In September 1956, two young Swiss film enthusiasts, Claude Goretta and Alain Tanner applied for a grant from the British Film Institute to finance a film about London's Piccadilly on Saturday night. Both in their mid-twenties, they were working at the BFI, where they had met Lindsay Anderson and the other Free Cinema members, as well film critics like Derek Prouse and John Berger, who offered encouragement and support.
At the BFI they also discovered the work of film-makers like Jean Vigo, a major influence. But it was the success of the first two Free Cinema programmes a few months earlier which convinced them to try their luck and make their own Free Cinema-style short.
With a £240 grant from the BFI Experimental Film Fund, they began shooting in the Piccadilly Circus area over 25 Saturday nights, with an unpaid crew of just the two directors and John Fletcher as cameraman/sound recordist. They filmed more than 6,000 feet of footage, which took four months to edit. The main challenge was the sophisticated soundtrack.
A distinctive feature of Nice Time was the complex relationship between the images and the soundtrack which, in typical Free Cinema fashion, was recorded separately. Nice Time's imaginative approach to sound and quick cutting recalled Vigo's A Propos de Nice (1930) as well as Lindsay Anderson's O Dreamland (1953).
In 17 minutes and 190 shots, the two directors captured the hopes and disappointments of mid-1950s crowds - real crowds - in search of amusement and escape in what was considered London's entertainment centre, with its Eros statue and giant neon signs.
Christophe Dupin *This film is included in the BFI DVD compilation 'Free Cinema'. A short excerpt from this film can also be viewed via the BFI's YouTube channel.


What to produce. Only the pictures are to be omitted; everything else in the listing must be reproduced exactly.
---------- Data shown ----------
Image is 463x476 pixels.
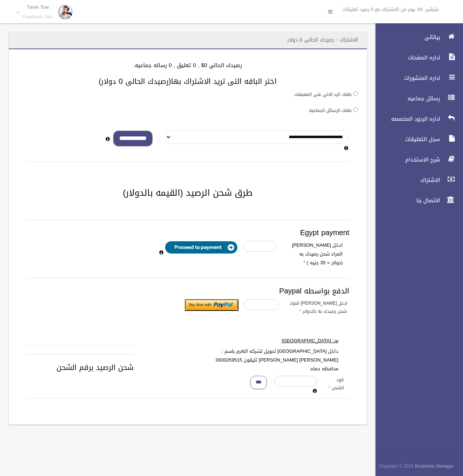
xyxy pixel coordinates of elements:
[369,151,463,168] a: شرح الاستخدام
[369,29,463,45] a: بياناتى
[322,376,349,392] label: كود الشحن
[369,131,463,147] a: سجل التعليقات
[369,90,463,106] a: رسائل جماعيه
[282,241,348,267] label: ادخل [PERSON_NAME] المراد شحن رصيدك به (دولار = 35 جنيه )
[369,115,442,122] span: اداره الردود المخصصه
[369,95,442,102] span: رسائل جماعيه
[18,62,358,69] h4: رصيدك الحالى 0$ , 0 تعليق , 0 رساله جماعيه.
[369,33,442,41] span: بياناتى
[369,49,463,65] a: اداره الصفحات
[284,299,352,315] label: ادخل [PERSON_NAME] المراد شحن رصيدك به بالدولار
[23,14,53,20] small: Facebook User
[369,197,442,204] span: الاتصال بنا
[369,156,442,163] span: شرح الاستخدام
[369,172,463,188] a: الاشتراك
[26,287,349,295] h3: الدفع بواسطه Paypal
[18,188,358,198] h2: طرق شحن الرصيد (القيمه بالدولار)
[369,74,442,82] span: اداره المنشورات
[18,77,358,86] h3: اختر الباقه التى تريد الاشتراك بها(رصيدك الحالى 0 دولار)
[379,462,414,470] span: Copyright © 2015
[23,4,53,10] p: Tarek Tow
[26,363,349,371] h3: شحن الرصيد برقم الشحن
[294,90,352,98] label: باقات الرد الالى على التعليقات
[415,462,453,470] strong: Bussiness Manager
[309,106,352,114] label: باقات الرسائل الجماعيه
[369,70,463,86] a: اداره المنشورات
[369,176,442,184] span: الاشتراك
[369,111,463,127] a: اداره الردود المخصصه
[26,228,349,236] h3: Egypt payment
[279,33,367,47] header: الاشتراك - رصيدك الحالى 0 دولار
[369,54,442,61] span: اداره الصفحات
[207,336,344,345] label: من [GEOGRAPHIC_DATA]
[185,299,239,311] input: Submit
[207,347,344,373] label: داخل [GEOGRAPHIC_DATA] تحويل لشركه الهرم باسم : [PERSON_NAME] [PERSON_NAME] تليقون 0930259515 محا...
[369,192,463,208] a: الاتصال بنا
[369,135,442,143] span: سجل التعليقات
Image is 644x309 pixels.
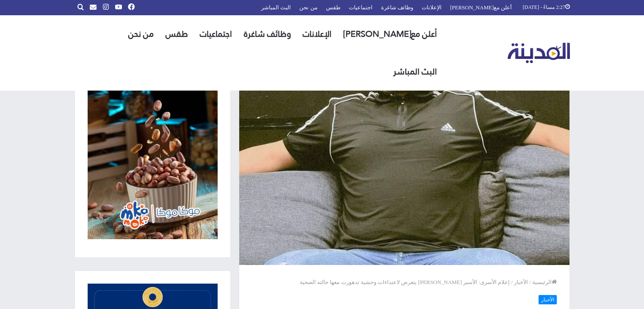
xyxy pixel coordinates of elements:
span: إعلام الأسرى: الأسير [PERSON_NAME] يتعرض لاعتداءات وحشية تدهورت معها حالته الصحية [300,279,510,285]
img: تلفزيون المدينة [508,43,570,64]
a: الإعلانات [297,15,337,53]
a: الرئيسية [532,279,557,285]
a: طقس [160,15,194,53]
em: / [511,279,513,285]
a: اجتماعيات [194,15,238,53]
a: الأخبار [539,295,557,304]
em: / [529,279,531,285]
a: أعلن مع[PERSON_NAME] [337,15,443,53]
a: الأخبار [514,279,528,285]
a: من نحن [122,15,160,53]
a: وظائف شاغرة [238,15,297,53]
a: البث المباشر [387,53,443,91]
----------
Exercise result.
Image is 463x476 pixels.
xyxy pixel coordinates of elements:
[369,151,463,168] a: شرح الاستخدام
[369,29,463,45] a: بياناتى
[322,376,349,392] label: كود الشحن
[369,131,463,147] a: سجل التعليقات
[369,90,463,106] a: رسائل جماعيه
[282,241,348,267] label: ادخل [PERSON_NAME] المراد شحن رصيدك به (دولار = 35 جنيه )
[369,115,442,122] span: اداره الردود المخصصه
[369,95,442,102] span: رسائل جماعيه
[18,62,358,69] h4: رصيدك الحالى 0$ , 0 تعليق , 0 رساله جماعيه.
[369,33,442,41] span: بياناتى
[369,49,463,65] a: اداره الصفحات
[284,299,352,315] label: ادخل [PERSON_NAME] المراد شحن رصيدك به بالدولار
[23,14,53,20] small: Facebook User
[369,197,442,204] span: الاتصال بنا
[369,156,442,163] span: شرح الاستخدام
[369,172,463,188] a: الاشتراك
[26,287,349,295] h3: الدفع بواسطه Paypal
[18,188,358,198] h2: طرق شحن الرصيد (القيمه بالدولار)
[369,74,442,82] span: اداره المنشورات
[18,77,358,86] h3: اختر الباقه التى تريد الاشتراك بها(رصيدك الحالى 0 دولار)
[379,462,414,470] span: Copyright © 2015
[23,4,53,10] p: Tarek Tow
[26,363,349,371] h3: شحن الرصيد برقم الشحن
[294,90,352,98] label: باقات الرد الالى على التعليقات
[415,462,453,470] strong: Bussiness Manager
[309,106,352,114] label: باقات الرسائل الجماعيه
[369,70,463,86] a: اداره المنشورات
[369,176,442,184] span: الاشتراك
[369,111,463,127] a: اداره الردود المخصصه
[26,228,349,236] h3: Egypt payment
[279,33,367,47] header: الاشتراك - رصيدك الحالى 0 دولار
[369,54,442,61] span: اداره الصفحات
[207,336,344,345] label: من [GEOGRAPHIC_DATA]
[185,299,239,311] input: Submit
[207,347,344,373] label: داخل [GEOGRAPHIC_DATA] تحويل لشركه الهرم باسم : [PERSON_NAME] [PERSON_NAME] تليقون 0930259515 محا...
[369,192,463,208] a: الاتصال بنا
[369,135,442,143] span: سجل التعليقات
Image is 644x309 pixels.
xyxy pixel coordinates of elements:
span: إعلام الأسرى: الأسير [PERSON_NAME] يتعرض لاعتداءات وحشية تدهورت معها حالته الصحية [300,279,510,285]
img: تلفزيون المدينة [508,43,570,64]
a: الإعلانات [297,15,337,53]
a: الرئيسية [532,279,557,285]
a: طقس [160,15,194,53]
em: / [511,279,513,285]
a: اجتماعيات [194,15,238,53]
a: الأخبار [539,295,557,304]
em: / [529,279,531,285]
a: أعلن مع[PERSON_NAME] [337,15,443,53]
a: الأخبار [514,279,528,285]
a: من نحن [122,15,160,53]
a: وظائف شاغرة [238,15,297,53]
a: البث المباشر [387,53,443,91]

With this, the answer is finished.